A growing sinkhole has appeared in the back garden of an elderly Australian couple, who lost everything in the 2011 Queensland floods.
On Tuesday morning, Ray and Lynn McKay woke to discover a large sinkhole had formed overnight in the garden of their home in the city of Ipswich. It currently measures 10 meters in diameter but is continuing to grow, swallowing up their garden as it widens.
“We have all been outside watching it all day and it has just gotten bigger and bigger and bigger,” Lynn said. “It is terrible, we just don't know what to think – we have had a lot of people looking and seeing what they are going to do.”
The couple called Queensland Urban Utilities, as they assumed it was a result of pipe works or underground water, the Brisbane Times reports. Utilities staff inspected the hole and found it wasn’t related to pipes.
According to Mayor Paul Pisasale, a mine shaft was once placed there in 1903.
“It looks like the way they have filled in the mine with timber and other things, it looks like it has rotted over the years,” he said. “They expect it to get bigger and bigger but they can't predict it.”
Pisasale said arrangements had been made for the McKays to stay at a hotel so they can have “some peace of mind.”
“Until we know they are going to be safe they won’t be staying here,” Pisasale added.
The council is said to be monitoring the hole, and the Department of Mines and Energy is going to share detailed maps of the area.
"They said it could be a couple of days or it could be until the weekend, we don't know until they assess it a bit more,” Lynn explained. "We are coping well. We are just going with the flow."
The couple, who have lived at their home for 25 years, lost everything in the floods that struck Queensland in 2011, so they are no strangers to upheaval.
“Even up until today, we look for things and we think, ‘Oh, it must have gone in the floods,’” Lynn said.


◆ What you will do
A faithful transcription of the entries below is required.

(Beginning of Data listing)

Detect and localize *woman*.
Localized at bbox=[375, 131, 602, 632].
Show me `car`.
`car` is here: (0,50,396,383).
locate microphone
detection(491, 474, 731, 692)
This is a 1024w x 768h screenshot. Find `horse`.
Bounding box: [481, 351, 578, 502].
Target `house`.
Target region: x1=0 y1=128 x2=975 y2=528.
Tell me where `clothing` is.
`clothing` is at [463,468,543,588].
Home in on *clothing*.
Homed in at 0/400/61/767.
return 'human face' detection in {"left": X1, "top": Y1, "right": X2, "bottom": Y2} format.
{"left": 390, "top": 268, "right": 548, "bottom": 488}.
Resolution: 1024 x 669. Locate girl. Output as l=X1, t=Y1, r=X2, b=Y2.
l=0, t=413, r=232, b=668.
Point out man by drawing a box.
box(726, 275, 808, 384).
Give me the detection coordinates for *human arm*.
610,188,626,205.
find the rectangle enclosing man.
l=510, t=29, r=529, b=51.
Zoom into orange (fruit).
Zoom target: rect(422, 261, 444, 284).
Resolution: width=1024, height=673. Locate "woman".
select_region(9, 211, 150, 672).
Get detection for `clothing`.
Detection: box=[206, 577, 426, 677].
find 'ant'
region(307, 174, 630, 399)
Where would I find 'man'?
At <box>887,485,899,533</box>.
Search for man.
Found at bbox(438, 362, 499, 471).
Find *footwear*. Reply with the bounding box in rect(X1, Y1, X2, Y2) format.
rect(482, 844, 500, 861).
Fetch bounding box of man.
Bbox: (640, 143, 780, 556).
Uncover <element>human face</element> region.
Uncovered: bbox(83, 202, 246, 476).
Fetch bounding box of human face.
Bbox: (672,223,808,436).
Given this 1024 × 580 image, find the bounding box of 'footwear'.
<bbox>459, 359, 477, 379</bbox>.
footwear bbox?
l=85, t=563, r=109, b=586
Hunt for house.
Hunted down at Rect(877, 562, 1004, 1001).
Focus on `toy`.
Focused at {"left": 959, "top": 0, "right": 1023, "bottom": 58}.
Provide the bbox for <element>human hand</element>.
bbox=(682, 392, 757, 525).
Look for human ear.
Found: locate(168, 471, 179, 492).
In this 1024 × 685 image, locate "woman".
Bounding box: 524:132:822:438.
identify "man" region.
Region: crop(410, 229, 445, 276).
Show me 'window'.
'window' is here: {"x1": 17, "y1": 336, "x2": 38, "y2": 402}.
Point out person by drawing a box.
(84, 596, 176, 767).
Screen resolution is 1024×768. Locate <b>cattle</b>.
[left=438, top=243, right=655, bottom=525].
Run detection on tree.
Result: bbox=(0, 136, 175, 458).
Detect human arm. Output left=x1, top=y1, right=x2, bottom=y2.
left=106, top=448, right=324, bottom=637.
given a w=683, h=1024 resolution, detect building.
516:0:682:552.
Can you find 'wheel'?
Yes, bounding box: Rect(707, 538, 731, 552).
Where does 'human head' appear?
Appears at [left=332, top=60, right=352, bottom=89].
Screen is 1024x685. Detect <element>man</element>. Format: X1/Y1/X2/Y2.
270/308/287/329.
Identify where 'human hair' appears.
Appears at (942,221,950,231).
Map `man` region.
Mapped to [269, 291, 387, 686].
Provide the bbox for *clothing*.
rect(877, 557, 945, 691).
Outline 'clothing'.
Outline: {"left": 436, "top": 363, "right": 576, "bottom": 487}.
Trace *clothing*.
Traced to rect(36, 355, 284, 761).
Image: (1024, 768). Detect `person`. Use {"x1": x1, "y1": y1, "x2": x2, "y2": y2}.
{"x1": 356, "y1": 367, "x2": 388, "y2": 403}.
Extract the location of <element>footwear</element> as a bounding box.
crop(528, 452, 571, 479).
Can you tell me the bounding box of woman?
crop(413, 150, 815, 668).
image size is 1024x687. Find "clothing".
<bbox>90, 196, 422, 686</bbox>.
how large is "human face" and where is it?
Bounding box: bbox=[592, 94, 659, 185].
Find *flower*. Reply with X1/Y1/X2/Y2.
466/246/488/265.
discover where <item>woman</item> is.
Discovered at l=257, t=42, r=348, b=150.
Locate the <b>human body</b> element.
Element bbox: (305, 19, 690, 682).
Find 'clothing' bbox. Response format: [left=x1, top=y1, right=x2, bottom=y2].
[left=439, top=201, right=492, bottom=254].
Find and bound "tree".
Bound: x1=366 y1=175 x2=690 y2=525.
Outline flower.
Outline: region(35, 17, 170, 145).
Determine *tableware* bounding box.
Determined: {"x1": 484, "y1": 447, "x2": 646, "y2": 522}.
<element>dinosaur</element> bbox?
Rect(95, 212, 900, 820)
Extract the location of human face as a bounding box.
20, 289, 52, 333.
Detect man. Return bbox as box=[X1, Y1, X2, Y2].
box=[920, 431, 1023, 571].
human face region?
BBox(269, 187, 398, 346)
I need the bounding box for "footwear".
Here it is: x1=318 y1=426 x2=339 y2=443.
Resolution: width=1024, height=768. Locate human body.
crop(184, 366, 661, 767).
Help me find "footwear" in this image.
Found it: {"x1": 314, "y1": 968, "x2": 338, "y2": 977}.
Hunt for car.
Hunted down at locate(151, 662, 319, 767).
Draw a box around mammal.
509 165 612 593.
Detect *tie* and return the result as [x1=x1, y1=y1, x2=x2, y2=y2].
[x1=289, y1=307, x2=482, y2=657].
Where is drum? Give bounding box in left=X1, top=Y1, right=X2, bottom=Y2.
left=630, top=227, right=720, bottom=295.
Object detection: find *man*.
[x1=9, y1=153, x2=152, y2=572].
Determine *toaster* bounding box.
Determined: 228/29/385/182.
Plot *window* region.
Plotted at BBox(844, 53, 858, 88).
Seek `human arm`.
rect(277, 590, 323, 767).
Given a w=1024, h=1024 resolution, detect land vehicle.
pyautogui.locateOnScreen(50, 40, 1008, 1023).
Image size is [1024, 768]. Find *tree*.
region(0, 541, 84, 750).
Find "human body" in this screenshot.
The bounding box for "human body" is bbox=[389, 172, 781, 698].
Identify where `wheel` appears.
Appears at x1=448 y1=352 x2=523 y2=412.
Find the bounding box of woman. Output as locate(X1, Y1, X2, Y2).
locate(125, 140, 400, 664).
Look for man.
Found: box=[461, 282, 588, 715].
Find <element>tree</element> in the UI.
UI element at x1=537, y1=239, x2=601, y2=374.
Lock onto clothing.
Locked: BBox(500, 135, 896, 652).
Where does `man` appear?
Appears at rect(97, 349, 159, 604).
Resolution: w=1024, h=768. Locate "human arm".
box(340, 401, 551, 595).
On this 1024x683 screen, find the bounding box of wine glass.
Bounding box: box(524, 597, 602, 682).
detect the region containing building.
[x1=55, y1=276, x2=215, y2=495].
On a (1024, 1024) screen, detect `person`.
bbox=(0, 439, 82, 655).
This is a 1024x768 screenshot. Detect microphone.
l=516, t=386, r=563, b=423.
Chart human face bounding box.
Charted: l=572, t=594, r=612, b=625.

(End of Data listing)

◆ Solution to this task
Detect and localize *woman*.
Localized at bbox=[375, 131, 602, 632].
Show me `car`.
`car` is here: (0,50,396,383).
locate microphone
detection(491, 474, 731, 692)
This is a 1024w x 768h screenshot. Find `horse`.
Bounding box: [481, 351, 578, 502].
Target `house`.
Target region: x1=0 y1=128 x2=975 y2=528.
Tell me where `clothing` is.
`clothing` is at [463,468,543,588].
Home in on *clothing*.
Homed in at 0/400/61/767.
return 'human face' detection in {"left": X1, "top": Y1, "right": X2, "bottom": Y2} format.
{"left": 390, "top": 268, "right": 548, "bottom": 488}.
Resolution: 1024 x 669. Locate girl. Output as l=X1, t=Y1, r=X2, b=Y2.
l=0, t=413, r=232, b=668.
Point out man by drawing a box.
box(726, 275, 808, 384).
Give me the detection coordinates for *human arm*.
610,188,626,205.
find the rectangle enclosing man.
l=510, t=29, r=529, b=51.
Zoom into orange (fruit).
Zoom target: rect(422, 261, 444, 284).
Resolution: width=1024, height=673. Locate "woman".
select_region(9, 211, 150, 672).
Get detection for `clothing`.
Detection: box=[206, 577, 426, 677].
find 'ant'
region(307, 174, 630, 399)
Where would I find 'man'?
At <box>887,485,899,533</box>.
Search for man.
Found at bbox(438, 362, 499, 471).
Find *footwear*. Reply with the bounding box in rect(X1, Y1, X2, Y2) format.
rect(482, 844, 500, 861).
Fetch bounding box of man.
Bbox: (640, 143, 780, 556).
Uncover <element>human face</element> region.
Uncovered: bbox(83, 202, 246, 476).
Fetch bounding box of human face.
Bbox: (672,223,808,436).
Given this 1024 × 580 image, find the bounding box of 'footwear'.
<bbox>459, 359, 477, 379</bbox>.
footwear bbox?
l=85, t=563, r=109, b=586
Hunt for house.
Hunted down at Rect(877, 562, 1004, 1001).
Focus on `toy`.
Focused at {"left": 959, "top": 0, "right": 1023, "bottom": 58}.
Provide the bbox for <element>human hand</element>.
bbox=(682, 392, 757, 525).
Look for human ear.
Found: locate(168, 471, 179, 492).
In this 1024 × 685 image, locate "woman".
Bounding box: 524:132:822:438.
identify "man" region.
Region: crop(410, 229, 445, 276).
Show me 'window'.
'window' is here: {"x1": 17, "y1": 336, "x2": 38, "y2": 402}.
Point out person by drawing a box.
(84, 596, 176, 767).
Screen resolution is 1024×768. Locate <b>cattle</b>.
[left=438, top=243, right=655, bottom=525].
Run detection on tree.
Result: bbox=(0, 136, 175, 458).
Detect human arm. Output left=x1, top=y1, right=x2, bottom=y2.
left=106, top=448, right=324, bottom=637.
given a w=683, h=1024 resolution, detect building.
516:0:682:552.
Can you find 'wheel'?
Yes, bounding box: Rect(707, 538, 731, 552).
Where does 'human head' appear?
Appears at [left=332, top=60, right=352, bottom=89].
Screen is 1024x685. Detect <element>man</element>. Format: X1/Y1/X2/Y2.
270/308/287/329.
Identify where 'human hair' appears.
Appears at (942,221,950,231).
Map `man` region.
Mapped to [269, 291, 387, 686].
Provide the bbox for *clothing*.
rect(877, 557, 945, 691).
Outline 'clothing'.
Outline: {"left": 436, "top": 363, "right": 576, "bottom": 487}.
Trace *clothing*.
Traced to rect(36, 355, 284, 761).
Image: (1024, 768). Detect `person`. Use {"x1": x1, "y1": y1, "x2": x2, "y2": y2}.
{"x1": 356, "y1": 367, "x2": 388, "y2": 403}.
Extract the location of <element>footwear</element> as a bounding box.
crop(528, 452, 571, 479).
Can you tell me the bounding box of woman?
crop(413, 150, 815, 668).
image size is 1024x687. Find "clothing".
<bbox>90, 196, 422, 686</bbox>.
how large is "human face" and where is it?
Bounding box: bbox=[592, 94, 659, 185].
Find *flower*. Reply with X1/Y1/X2/Y2.
466/246/488/265.
discover where <item>woman</item> is.
Discovered at l=257, t=42, r=348, b=150.
Locate the <b>human body</b> element.
Element bbox: (305, 19, 690, 682).
Find 'clothing' bbox. Response format: [left=x1, top=y1, right=x2, bottom=y2].
[left=439, top=201, right=492, bottom=254].
Find and bound "tree".
Bound: x1=366 y1=175 x2=690 y2=525.
Outline flower.
Outline: region(35, 17, 170, 145).
Determine *tableware* bounding box.
Determined: {"x1": 484, "y1": 447, "x2": 646, "y2": 522}.
<element>dinosaur</element> bbox?
Rect(95, 212, 900, 820)
Extract the location of human face as a bounding box.
20, 289, 52, 333.
Detect man. Return bbox as box=[X1, Y1, X2, Y2].
box=[920, 431, 1023, 571].
human face region?
BBox(269, 187, 398, 346)
I need the bounding box for "footwear".
Here it is: x1=318 y1=426 x2=339 y2=443.
Resolution: width=1024, height=768. Locate human body.
crop(184, 366, 661, 767).
Help me find "footwear" in this image.
Found it: {"x1": 314, "y1": 968, "x2": 338, "y2": 977}.
Hunt for car.
Hunted down at locate(151, 662, 319, 767).
Draw a box around mammal.
509 165 612 593.
Detect *tie* and return the result as [x1=x1, y1=y1, x2=x2, y2=y2].
[x1=289, y1=307, x2=482, y2=657].
Where is drum? Give bounding box in left=X1, top=Y1, right=X2, bottom=Y2.
left=630, top=227, right=720, bottom=295.
Object detection: find *man*.
[x1=9, y1=153, x2=152, y2=572].
Determine *toaster* bounding box.
Determined: 228/29/385/182.
Plot *window* region.
Plotted at BBox(844, 53, 858, 88).
Seek `human arm`.
rect(277, 590, 323, 767).
Given a w=1024, h=1024 resolution, detect land vehicle.
pyautogui.locateOnScreen(50, 40, 1008, 1023).
Image size is [1024, 768]. Find *tree*.
region(0, 541, 84, 750).
Find "human body" in this screenshot.
The bounding box for "human body" is bbox=[389, 172, 781, 698].
Identify where `wheel` appears.
Appears at x1=448 y1=352 x2=523 y2=412.
Find the bounding box of woman. Output as locate(X1, Y1, X2, Y2).
locate(125, 140, 400, 664).
Look for man.
Found: box=[461, 282, 588, 715].
Find <element>tree</element> in the UI.
UI element at x1=537, y1=239, x2=601, y2=374.
Lock onto clothing.
Locked: BBox(500, 135, 896, 652).
Where does `man` appear?
Appears at rect(97, 349, 159, 604).
Resolution: w=1024, h=768. Locate "human arm".
box(340, 401, 551, 595).
On this 1024x683 screen, find the bounding box of wine glass.
Bounding box: box(524, 597, 602, 682).
detect the region containing building.
[x1=55, y1=276, x2=215, y2=495].
On a (1024, 1024) screen, detect `person`.
bbox=(0, 439, 82, 655).
This is a 1024x768 screenshot. Detect microphone.
l=516, t=386, r=563, b=423.
Chart human face bounding box.
Charted: l=572, t=594, r=612, b=625.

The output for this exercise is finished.